Caerlaverock Stories

This year at the Stove, we are looking at the towns connection to Caerlaverock Castle, exploring the routes there from the town centre, the heritage and history of the site and it’s importance in the history of our region, drawing new connections and opening up the site to new audiences.

What are your connections with Caerlaverock Castle? What do you know about it, what are you memories of time spent there? What local myths and legends are connected with the site?
We are looking at stories: stories of history, environment and communities, trade routes and pathways, ways of living then and now.

To kick things off we’ve been meeting with local partners, gathering creative projects and looking at how we can be part of expanding the narrative of Caerlaverock.
The core theme of the project is Living on the Edge, exploring ideas of Peace, War, the Living Landscape and the Wolves at the Door – Caerlaverock is more than just a castle at siege but has a long and winding history – how much of it do you know? Caerlaverock is more than just a castle.

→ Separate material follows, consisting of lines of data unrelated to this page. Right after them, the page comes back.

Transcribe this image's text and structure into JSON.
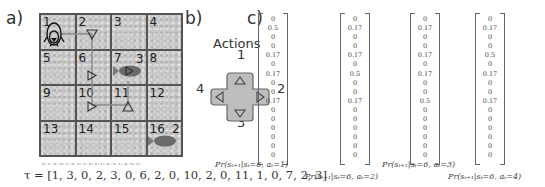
{
  "panels": {
    "a": {
      "label": "a)"
    },
    "b": {
      "label": "b)"
    },
    "c": {
      "label": "c)"
    }
  },
  "grid": {
    "rows": 4,
    "cols": 4,
    "cells": [
      "1",
      "2",
      "3",
      "4",
      "5",
      "6",
      "7",
      "8",
      "9",
      "10",
      "11",
      "12",
      "13",
      "14",
      "15",
      "16"
    ],
    "agent": {
      "icon": "penguin-icon",
      "cell": 1
    },
    "fish": [
      {
        "cell": 7,
        "reward_label": "3"
      },
      {
        "cell": 16,
        "reward_label": "2"
      }
    ],
    "path_cells": [
      1,
      2,
      6,
      10,
      11,
      7
    ],
    "path_actions": [
      "down-arrow",
      "right-arrow",
      "right-arrow",
      "up-arrow",
      "right-arrow"
    ]
  },
  "trajectory": {
    "annotation": "s₁ r₁ a₁ s₂ r₂ a₂ s₃ r₃ a₃ s₄ r₄ a₄ s₅ r₅ a₅ s₆ r₆",
    "text": "τ = [1, 3, 0, 2, 3, 0, 6, 2, 0, 10, 2, 0, 11, 1, 0, 7, 2, 3]",
    "values": [
      1,
      3,
      0,
      2,
      3,
      0,
      6,
      2,
      0,
      10,
      2,
      0,
      11,
      1,
      0,
      7,
      2,
      3
    ]
  },
  "actions": {
    "title": "Actions",
    "up": "1",
    "right": "2",
    "down": "3",
    "left": "4"
  },
  "transition_vectors": [
    {
      "caption": "Pr(sₜ₊₁|sₜ=6, aₜ=1)",
      "values": [
        "0",
        "0.5",
        "0",
        "0",
        "0.17",
        "0",
        "0.17",
        "0",
        "0",
        "0.17",
        "0",
        "0",
        "0",
        "0",
        "0",
        "0"
      ]
    },
    {
      "caption": "Pr(sₜ₊₁|sₜ=6, aₜ=2)",
      "values": [
        "0",
        "0.17",
        "0",
        "0",
        "0.17",
        "0",
        "0.5",
        "0",
        "0",
        "0.17",
        "0",
        "0",
        "0",
        "0",
        "0",
        "0"
      ]
    },
    {
      "caption": "Pr(sₜ₊₁|sₜ=6, aₜ=3)",
      "values": [
        "0",
        "0.17",
        "0",
        "0",
        "0.17",
        "0",
        "0.17",
        "0",
        "0",
        "0.5",
        "0",
        "0",
        "0",
        "0",
        "0",
        "0"
      ]
    },
    {
      "caption": "Pr(sₜ₊₁|sₜ=6, aₜ=4)",
      "values": [
        "0",
        "0.17",
        "0",
        "0",
        "0.5",
        "0",
        "0.17",
        "0",
        "0",
        "0.17",
        "0",
        "0",
        "0",
        "0",
        "0",
        "0"
      ]
    }
  ]
}
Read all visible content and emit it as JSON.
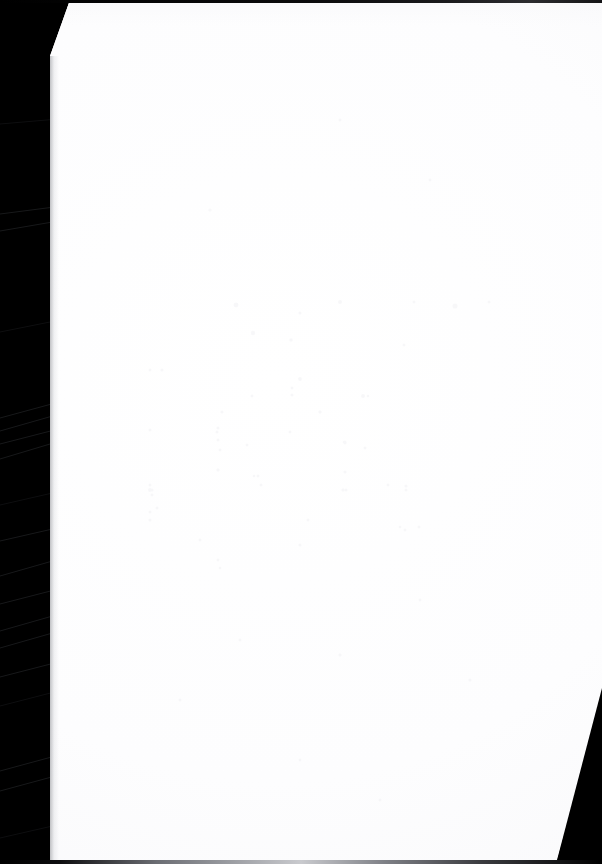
{
  "document": {
    "kind": "scanned-page",
    "title": "Scanned Blank Page",
    "page_body_text": "",
    "page_number": "",
    "header_text": "",
    "footer_text": "",
    "notes": ""
  },
  "scan": {
    "background_color": "#000000",
    "paper_color": "#ffffff",
    "edge_shadow_color": "#787a80",
    "top_line_color": "#1a1a1c",
    "bottom_line_color": "#9a9ca1",
    "wedge_color": "#000000",
    "left_margin_label": "",
    "right_wedge_label": ""
  }
}
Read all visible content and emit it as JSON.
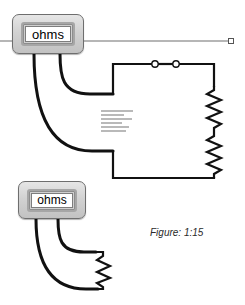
{
  "figure": {
    "caption": "Figure: 1:15",
    "canvas_width": 245,
    "canvas_height": 305
  },
  "devices": [
    {
      "name": "ohmmeter-top",
      "label": "ohms",
      "x": 12,
      "y": 14,
      "w": 72,
      "h": 40
    },
    {
      "name": "ohmmeter-bottom",
      "label": "ohms",
      "x": 18,
      "y": 181,
      "w": 68,
      "h": 38
    }
  ],
  "meter_top": {
    "label": "ohms"
  },
  "meter_bottom": {
    "label": "ohms"
  },
  "circuit": {
    "switch": {
      "terminals": 2,
      "state": "open"
    },
    "resistors_right_branch": 2,
    "resistor_bottom_probe": 1,
    "rect": {
      "left": 113,
      "top": 63,
      "right": 214,
      "bottom": 178
    }
  },
  "placeholder_text": {
    "lines": [
      "",
      "",
      "",
      "",
      "",
      ""
    ],
    "color": "#b9b9b9"
  },
  "guide_line": {
    "name": "horizontal-guide-line",
    "y": 41,
    "x_start": 0,
    "x_end": 228,
    "color": "#6f6f6f"
  },
  "selection_handle": {
    "x": 228,
    "y": 38,
    "size": 6
  },
  "colors": {
    "wire": "#000000",
    "meter_body": "#d2d2d2",
    "meter_border": "#6e6e6e",
    "screen": "#ffffff",
    "guide": "#6f6f6f",
    "placeholder": "#b9b9b9",
    "caption": "#2a2a2a"
  }
}
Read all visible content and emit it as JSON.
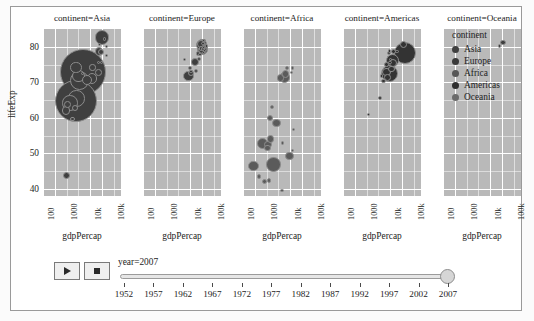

To launch this new conversation, we are mapping some of these histories, routes and pathways to and from the Castle in the Stove café. Pop in between the 6th and 28th of March to add some of your own, and help us build a bigger picture of Caerlaverock’s past – and future.

Do you remember your earliest visits to the castle? Do you have any great images of the castle or grounds that you could share? What does Caerlaverock mean to you? Get in touch, or let us know using #LivingCaerlaverock.

We will also be hosting a conversation between project lead Katharine Wheeler and Sally Hinchcliffe of Cycling Dumfries about routes to and from the castle, slow travel and alternative transport options. This will be a free event on Friday, 13th March from 5pm – come and join in the discussion! Full details here

A performance of Solway to Svalbard, led by musician and composer Stuart Macpherson in Caerlaverock Castle in 2019

The Stove is working with Historic Environment Scotland as part of their work to develop Caerlaverock Castle as a significant place in our region, specifically around what this place means to our communities to develop skills and learning opportunities.